In the Gothic short story, “The Fall of the House of Usher,” Edgar Allen Poe recounts the demise of the Usher family when the last two remaining members, siblings Roderick and Madeline, descend into madness and ultimately, death. To underscore the decline of the family, Poe artfully describes the deterioration of several locations during the story.
Poe begins hinting at their demise by describing they dying landscape.
During the whole of a dull, dark, and soundless day in the autumn of the year, when the clouds hung oppressively low in the heavens, had been passing alone, on horseback, through a singularly dreary tract of country…I reined my horse to the precipitous brink of a black and lurid tarn that lay in unruffled lustre by the dwelling, and gazed down --but with a shudder even more thrilling than before --upon the remodelled and inverted images of the gray sedge, and the ghastly tree-stems.
The story is set in autumn, they “dying” time of the year, when the glory of the summer blooms fade to the bleakness of winter. Poe makes sure we get his meaning by using many words to paint the picture of the fading landscape including “dull,” “oppressively low” clouds, “lurid tarn” and “ghastly tree-stems.”
The author continues his verbal illustration of decay with his description of the house itself.
…with the first glimpse of the building, a sense of insufferable gloom pervaded my spirit…Its principal feature seemed to be that of an excessive antiquity. The discoloration of ages had been great. Minute fungi overspread the whole exterior, hanging in a fine tangled web-work from the eaves. Yet all this was apart from any extraordinary dilapidation. No portion of the masonry had fallen; and there appeared to be a wild inconsistency between its still perfect adaptation of parts, and the crumbling condition of the individual stones…Perhaps the eye of a scrutinizing observer might have discovered a barely perceptible fissure, which, extending from the roof of the building in front, made its way down the wall in a zigzag direction, until it became lost in the sullen waters of the tarn.
The house is as depressing as the landscape. The stones that the house was made of were old and discolored, and little mushrooms covered the exterior of the building. At first glance, the house looked structurally sound, but after closer inspection, one could see a small crack running from the roof to the foundation, hinting at its impending collapse. This description also foreshadows the end of the Usher family when Poe unites the house and the family in his narrative.
…the quaint and equivocal appellation of the "House of Usher"—an appellation which seemed to include, in the minds of the peasantry who used it, both the family and the family mansion.
Poe adds a third reference to decay in “The Haunted Palace,” a song Roderick sings during the narrator’s stay with him. The rhyme begins with a description of a thriving, happy home.
In the greenest of our valleys,
By good angels tenanted,
Once fair and stately palace—
Radiant palace—reared its head.
In the monarch Thought's dominion—
It stood there!
Never seraph spread a pinion
Over fabric half so fair.
The house is lovely and is described as a seat of knowledge and wisdom. But by the time he gets to Stanza 5, the second to the last stanza, the house has fallen to ruin.
But evil things, in robes of sorrow,
Assailed the monarch's high estate;
(Ah, let us mourn, for never morrow
Shall dawn upon him, desolate!)
And, round about his home, the glory
That blushed and bloomed
Is but a dim-remembered story
Of the old time entombed.
This house is a dim memorial to its former glory and intellectual brilliance. It is fast approaching the end of its life, as we are soon to find out will be happening to Roderick. The song serves as foreshadowing of the final disposition of the House of Usher, both the edifice and the family.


ASSIGNMENT: Could you transcribe exactly the lines from the one containing "Provide the bbox for 'window'." through the last line of the records below, leaving out the pictures?

DATASET RECORDS:
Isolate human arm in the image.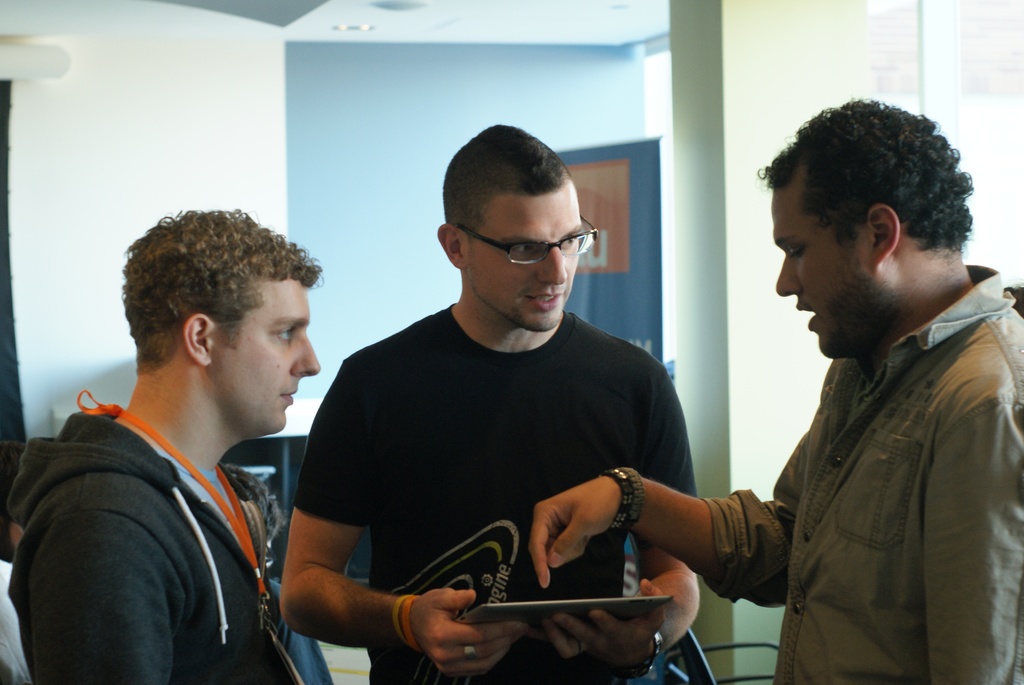
Isolated region: bbox=[920, 398, 1023, 684].
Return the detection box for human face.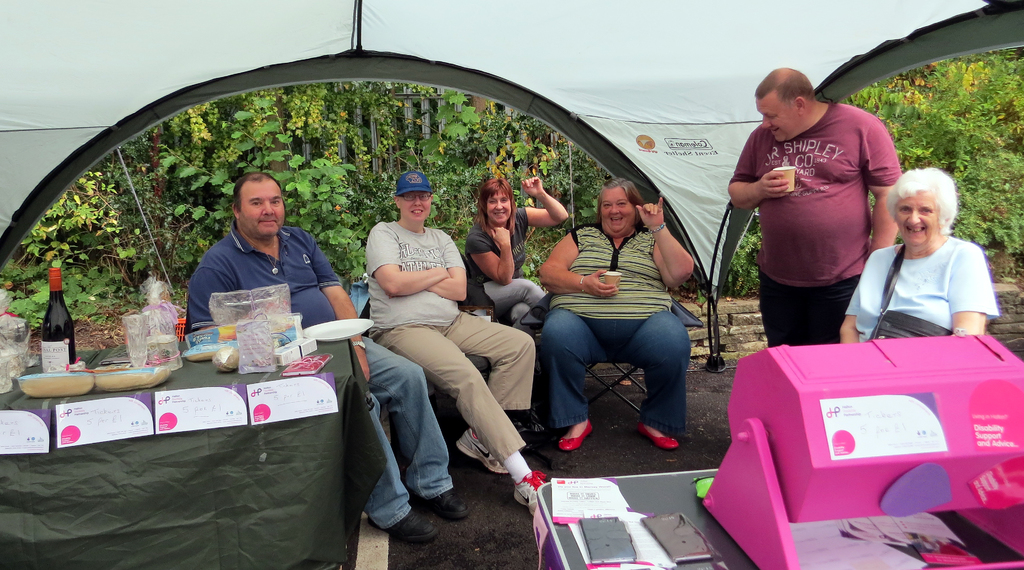
756 102 794 140.
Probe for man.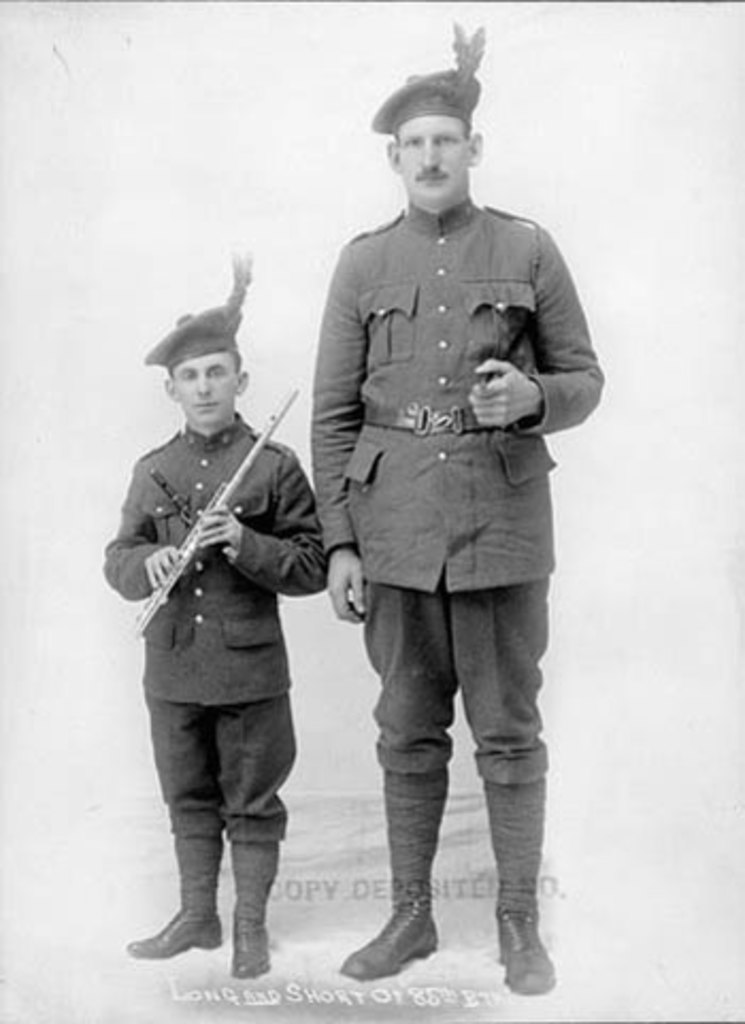
Probe result: pyautogui.locateOnScreen(292, 83, 596, 998).
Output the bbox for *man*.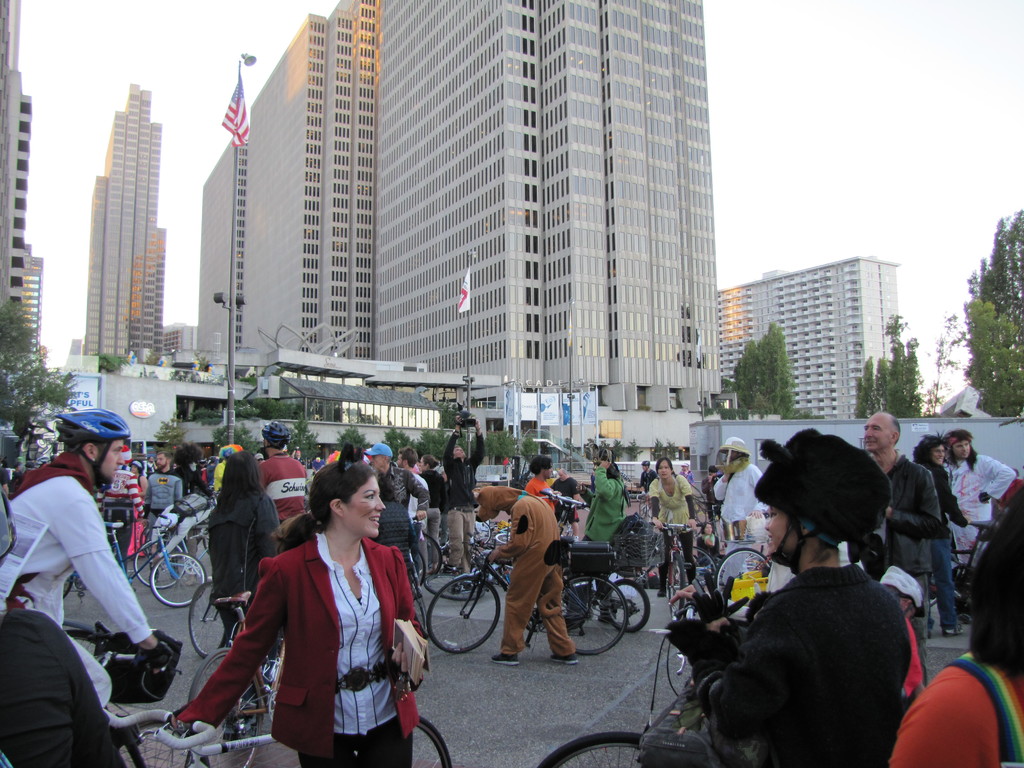
702,467,724,523.
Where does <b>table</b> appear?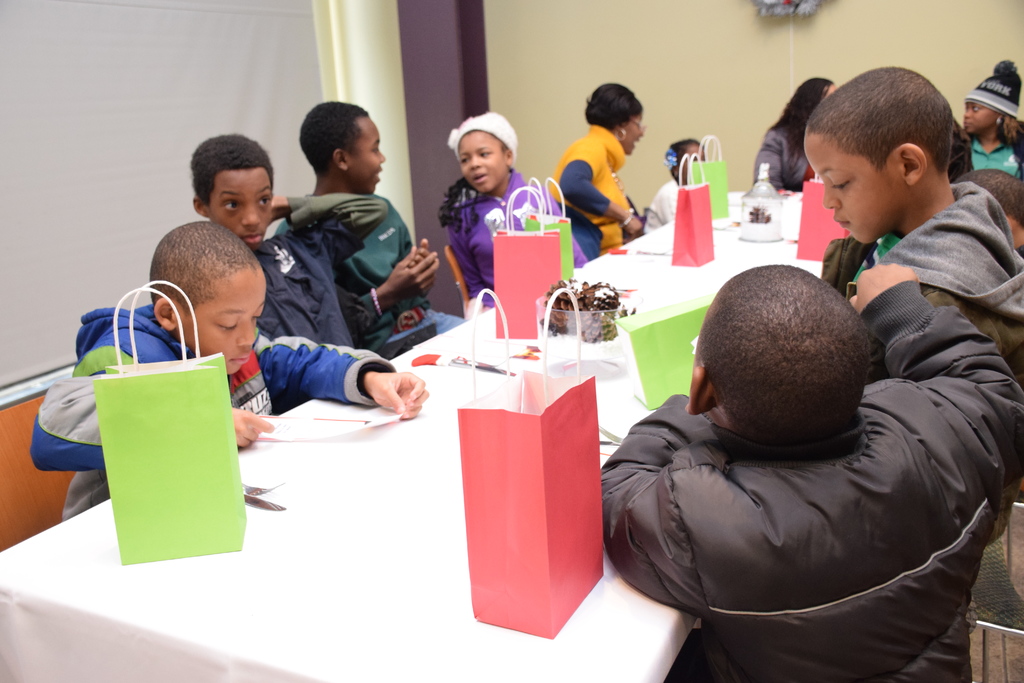
Appears at {"x1": 0, "y1": 190, "x2": 825, "y2": 682}.
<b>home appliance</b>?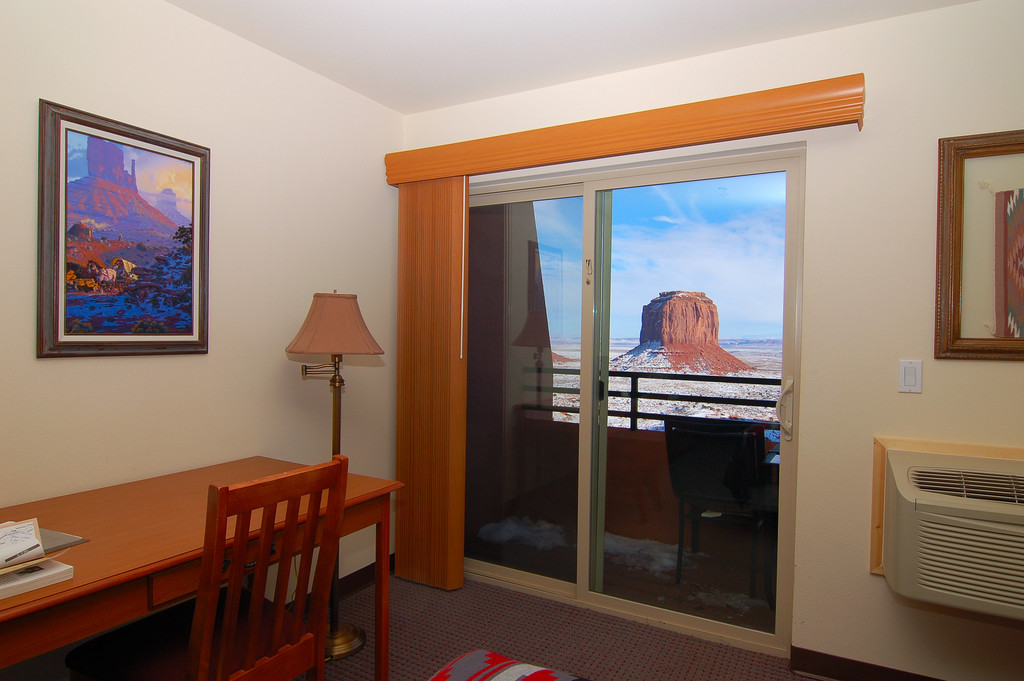
pyautogui.locateOnScreen(884, 446, 1015, 634)
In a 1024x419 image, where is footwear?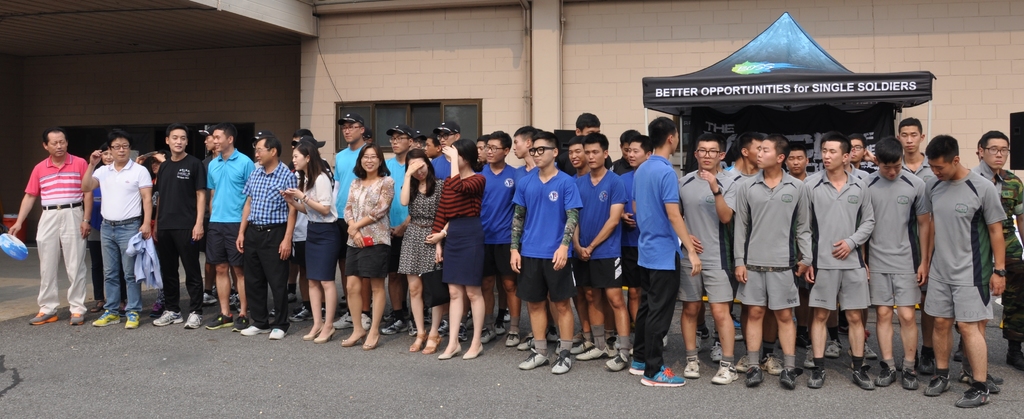
[x1=954, y1=349, x2=972, y2=363].
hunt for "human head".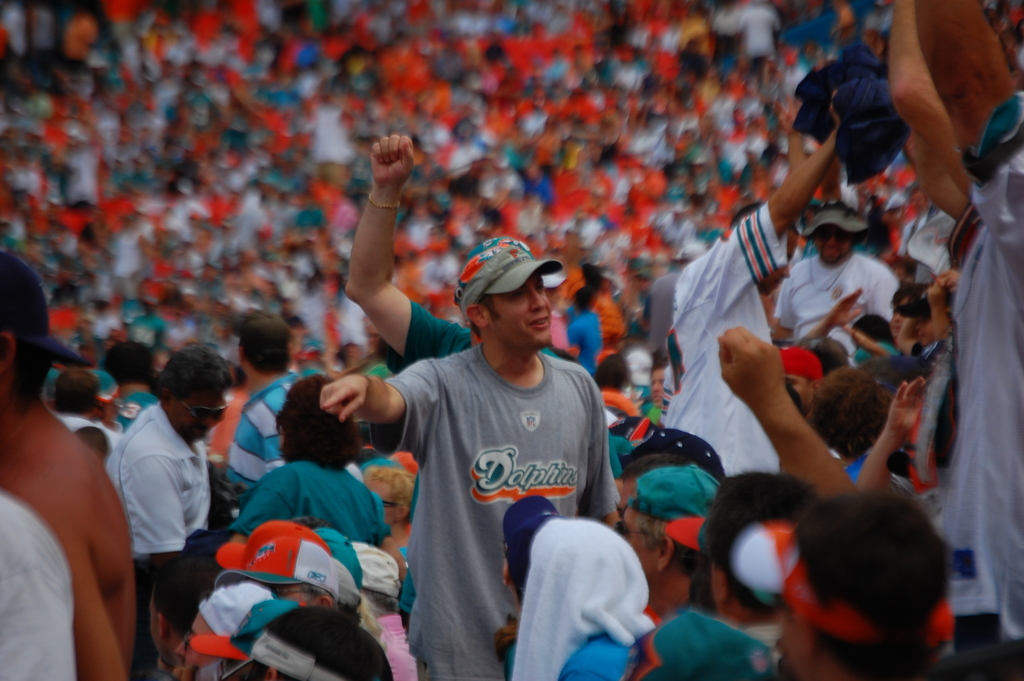
Hunted down at 702/469/824/623.
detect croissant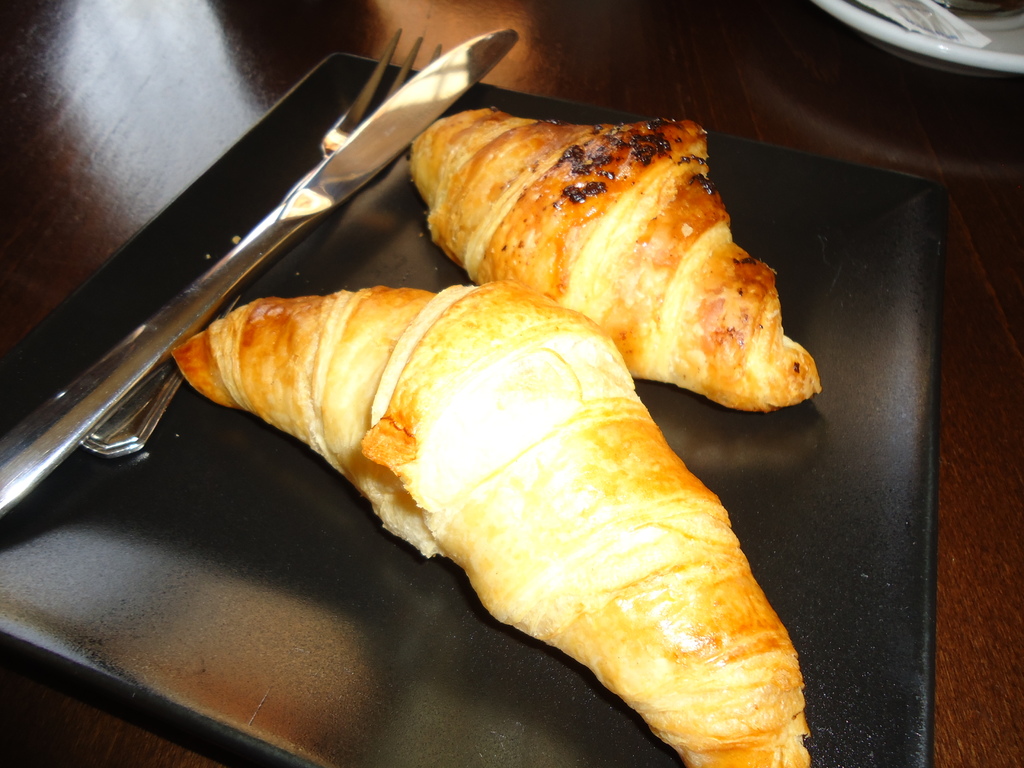
bbox=(174, 284, 808, 767)
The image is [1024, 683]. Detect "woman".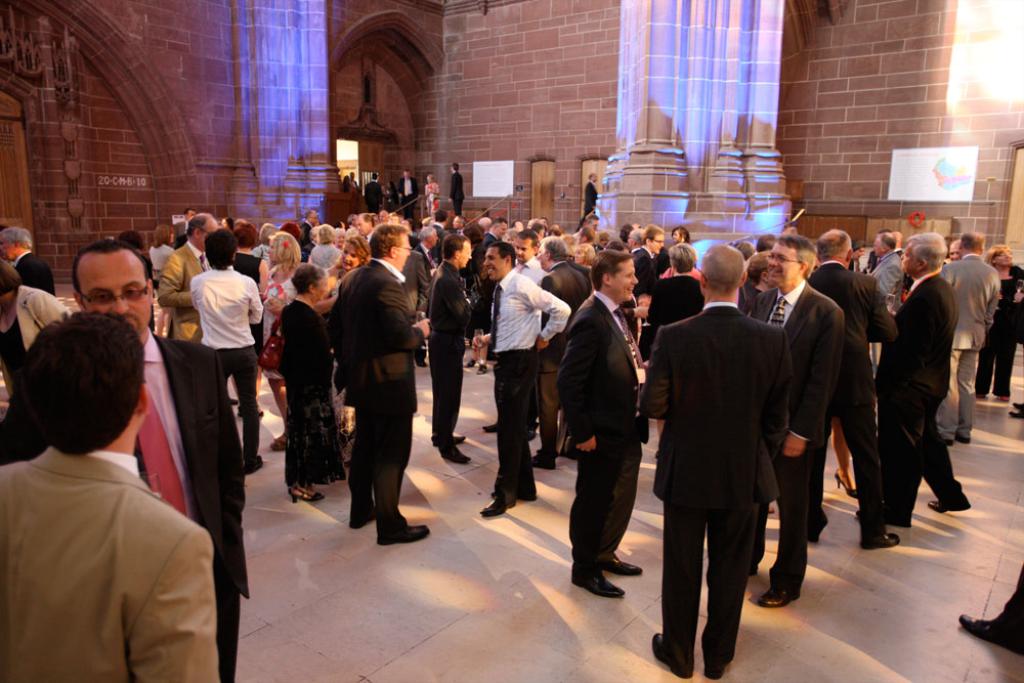
Detection: <bbox>425, 174, 438, 218</bbox>.
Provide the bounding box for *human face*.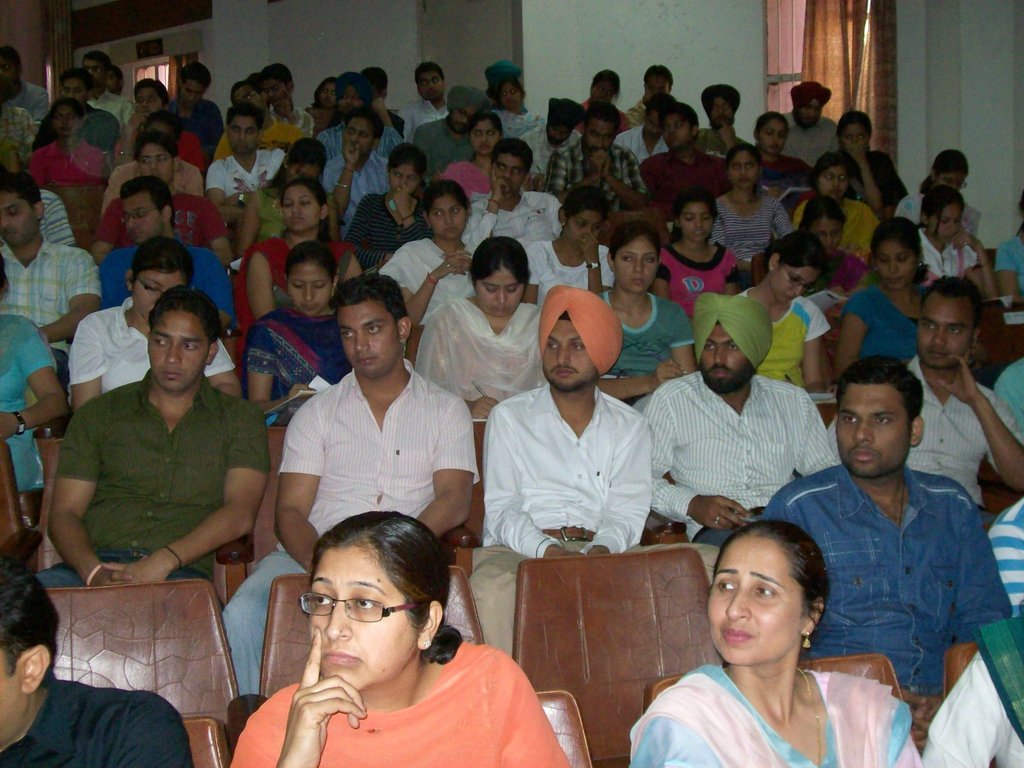
l=934, t=168, r=964, b=194.
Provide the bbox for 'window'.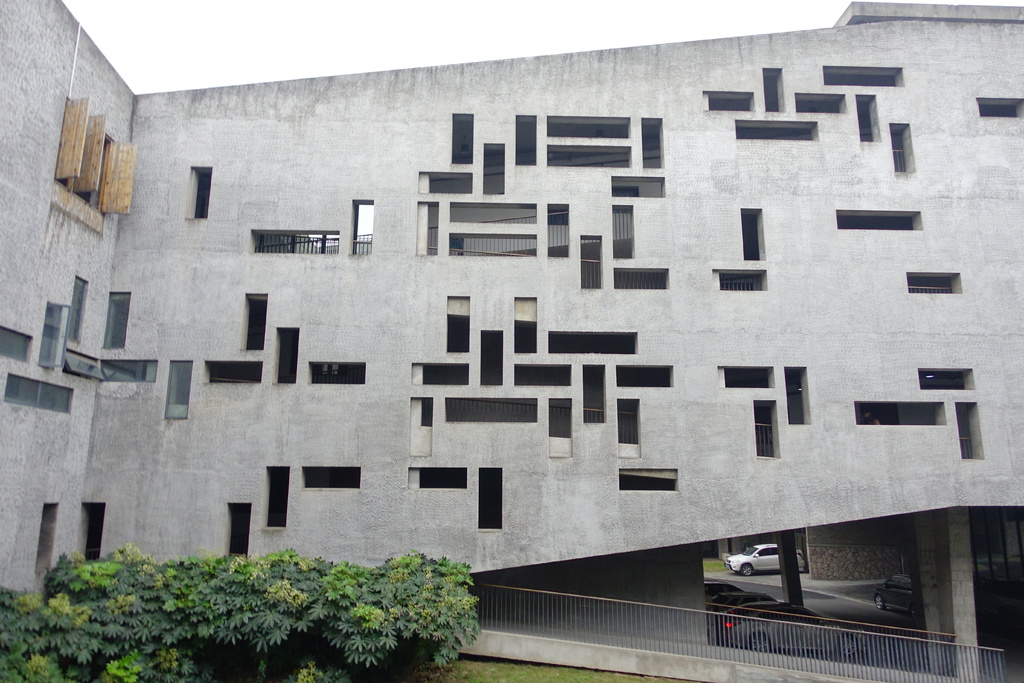
box=[419, 169, 477, 194].
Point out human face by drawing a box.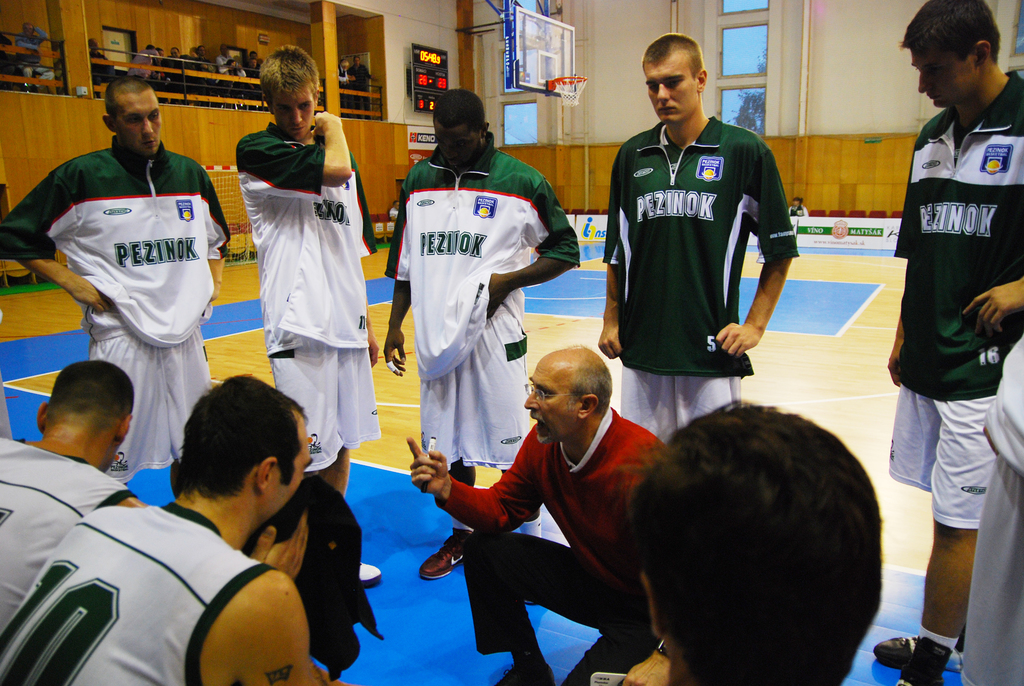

EXERCISE OUTPUT:
Provide the bbox for 'window'.
box=[419, 169, 477, 194].
Point out human face by drawing a box.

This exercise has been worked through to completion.